While serving in the Neapolitan guard,
the Spaniard Alvaro falls in with a group
of cabbalists who show him how to raise
Beelzebub. Monstrous at first, the demon
transforms into the beguiling Biondetta, and
begins her assault on his heart, on the one
hand offering Alvaro everything that pride
and avarice could desire, and on the other
appealing to the good side of his nature
by posing as an innocent who can only be
saved by his love. Alvaro is won over, though
he retains doubts about her intentions, and
is only saved by the intervention of another
female, one whose claim on his heart
even Biondetta can’t negate, despite
her best efforts to do so.
It all seems rather dated and
clichéd by modern standards,
though the case could be made
that this is the prototype on which
the clichés were based, and there’s
still much of interest. Alvaro is
essentially a good person undone by his
wish to understand more of the natural
world and exert control over it through
knowledge.

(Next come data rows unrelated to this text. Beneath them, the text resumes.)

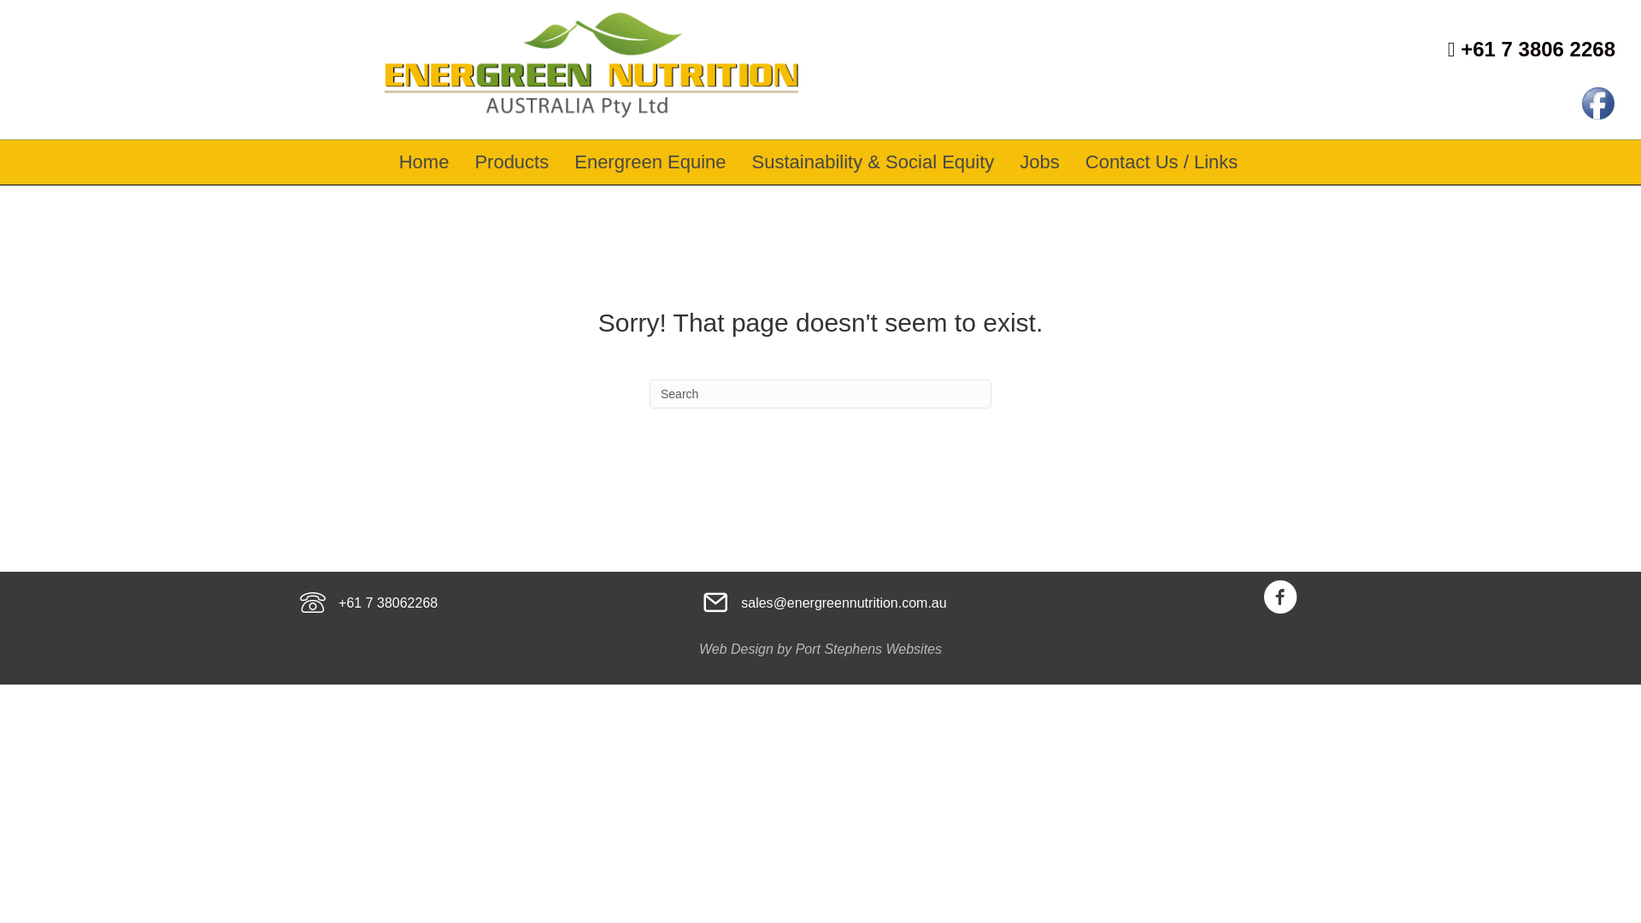 The height and width of the screenshot is (923, 1641). I want to click on Jobs, so click(1039, 162). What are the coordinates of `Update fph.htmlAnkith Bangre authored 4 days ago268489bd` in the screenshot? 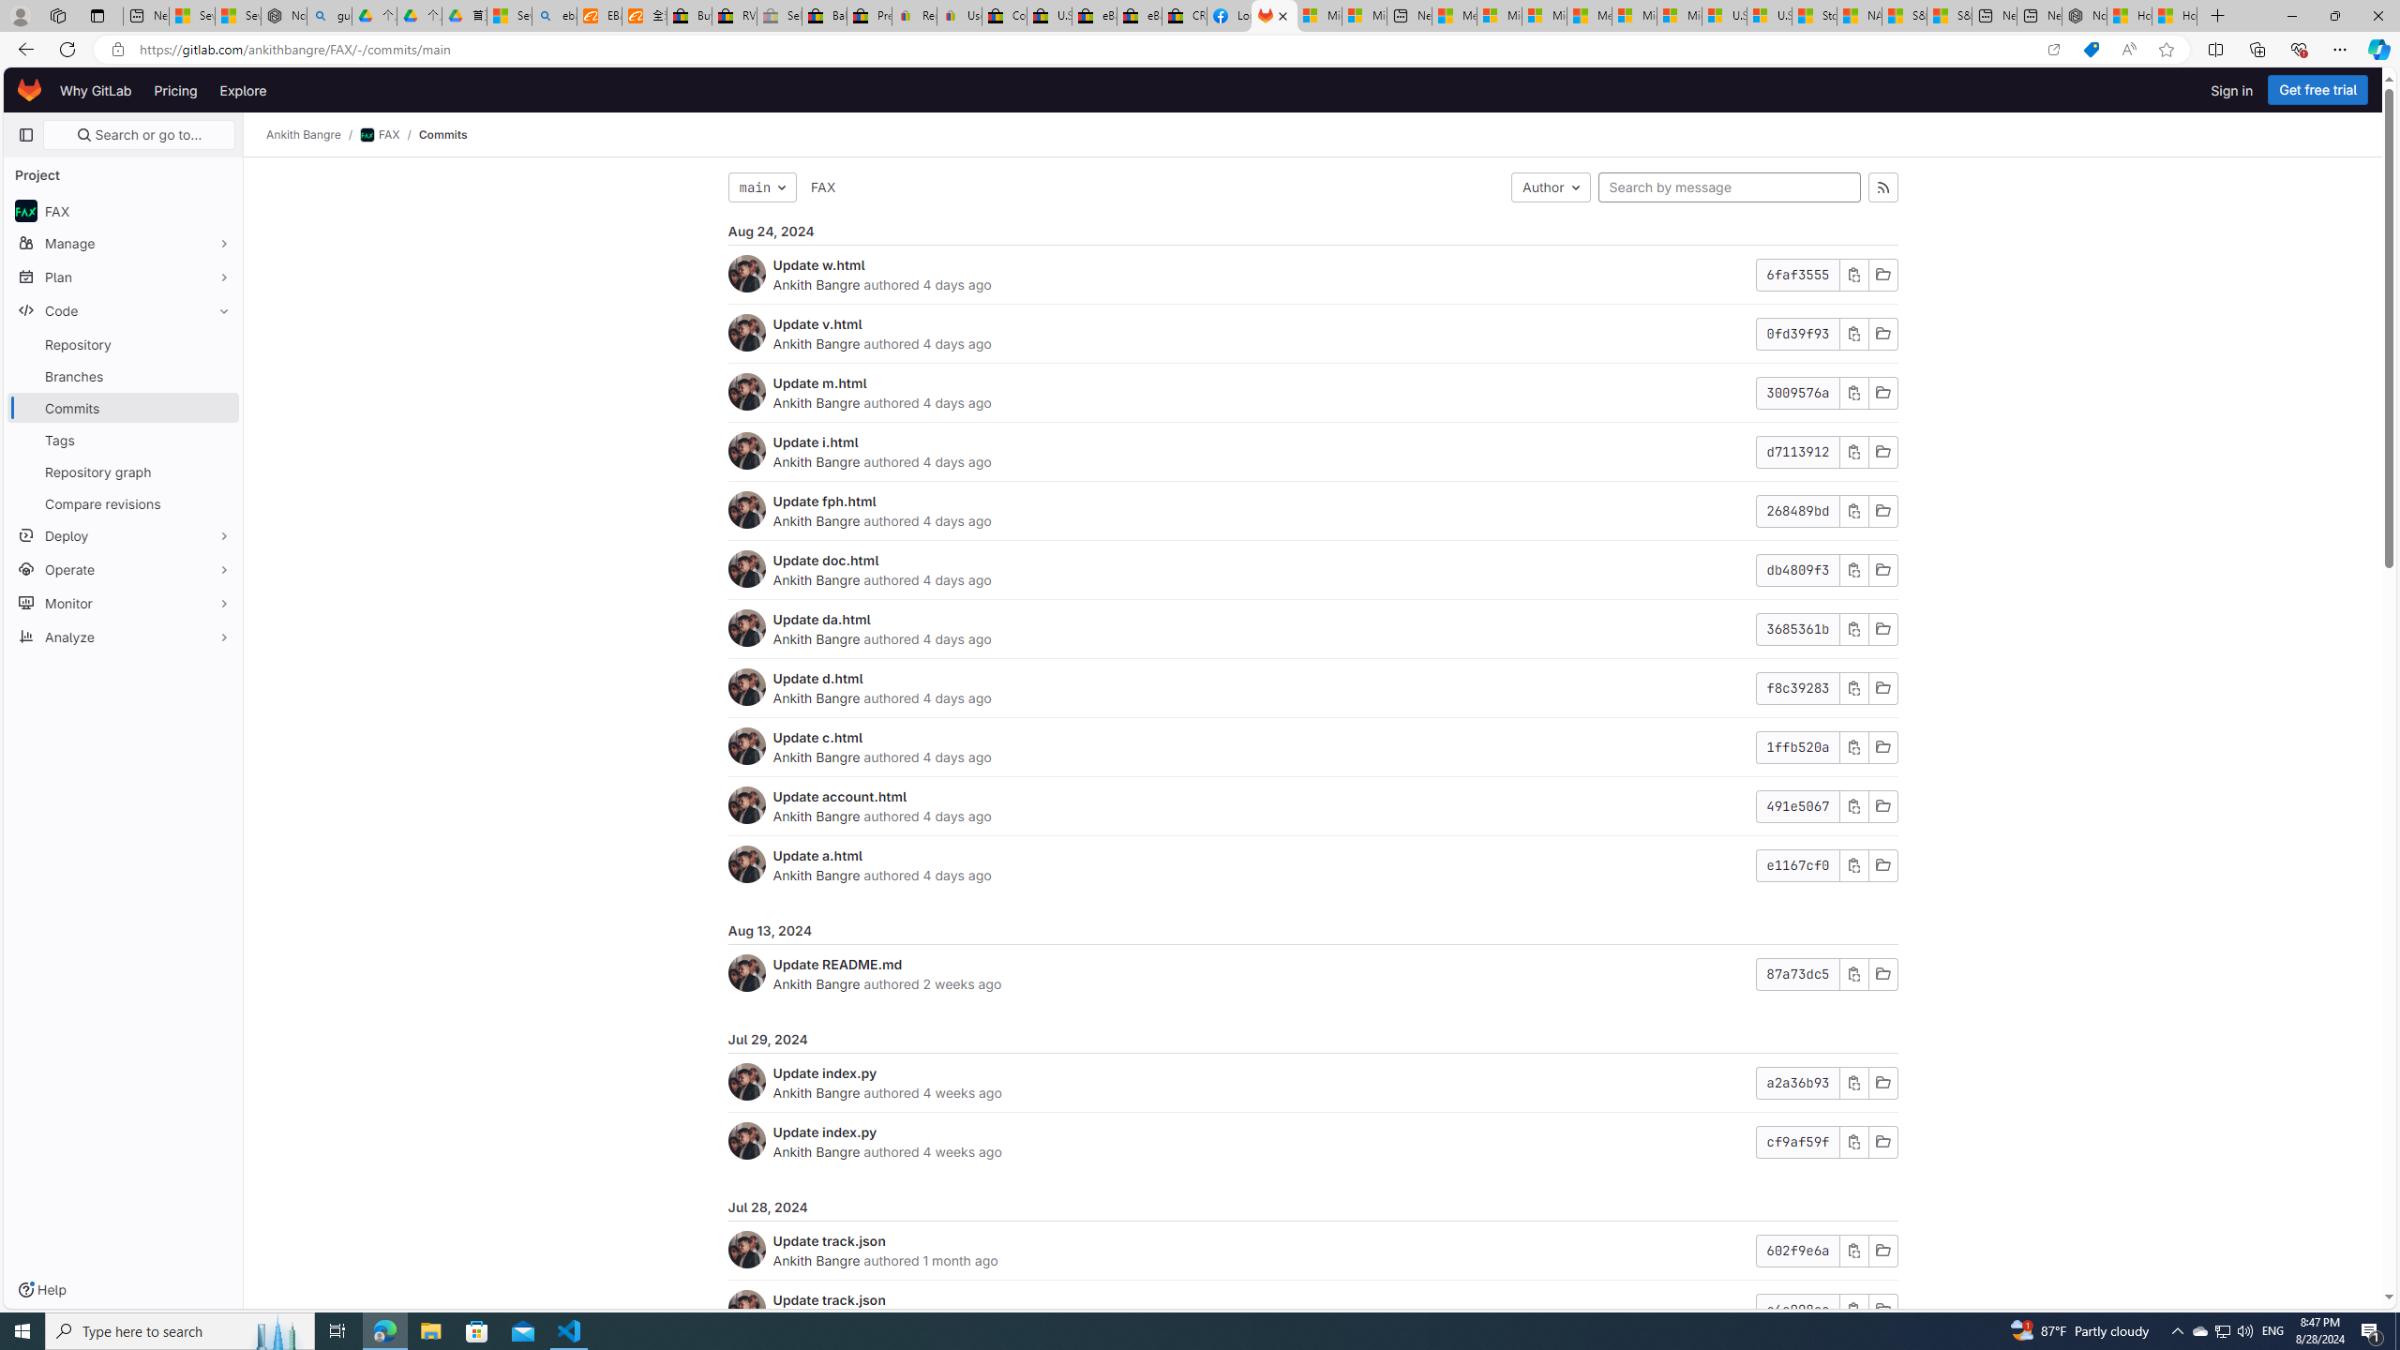 It's located at (1312, 512).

He is lured into a solipsist
reality shaped by Biondetta, all the time
believing that he has mastery over her,
with the demon’s machinations delighting
with their subtle complexity and the way
in which Alvaro is torn first one way and
then the other, until undone by his better
instincts. There are a few moments to cause
shudders as well, such as the summoning
of Beelzebub in the Portico, and the final
transformation with its vision of horned
snails, followed by the revelation of how
everything has been affected.
This is a book to read for its importance
to the genre of weird fiction and value as
an historical artefact, rather than for any
intrinsic literary worth, but it passes the
time amiably enough and won’t disappoint
the reader who comes to it with realistic
expectations. Dedalus are to be thanked for
making it available to modern audiences,
and in such an attractive package.

Black Satin

RRP: £7.99

No. of pages: 112

Publication date: 23.03.2011

ISBN numbers:
ISBN 978 1 907650 05 5

Rights:
Dedalus World English rights in this translation.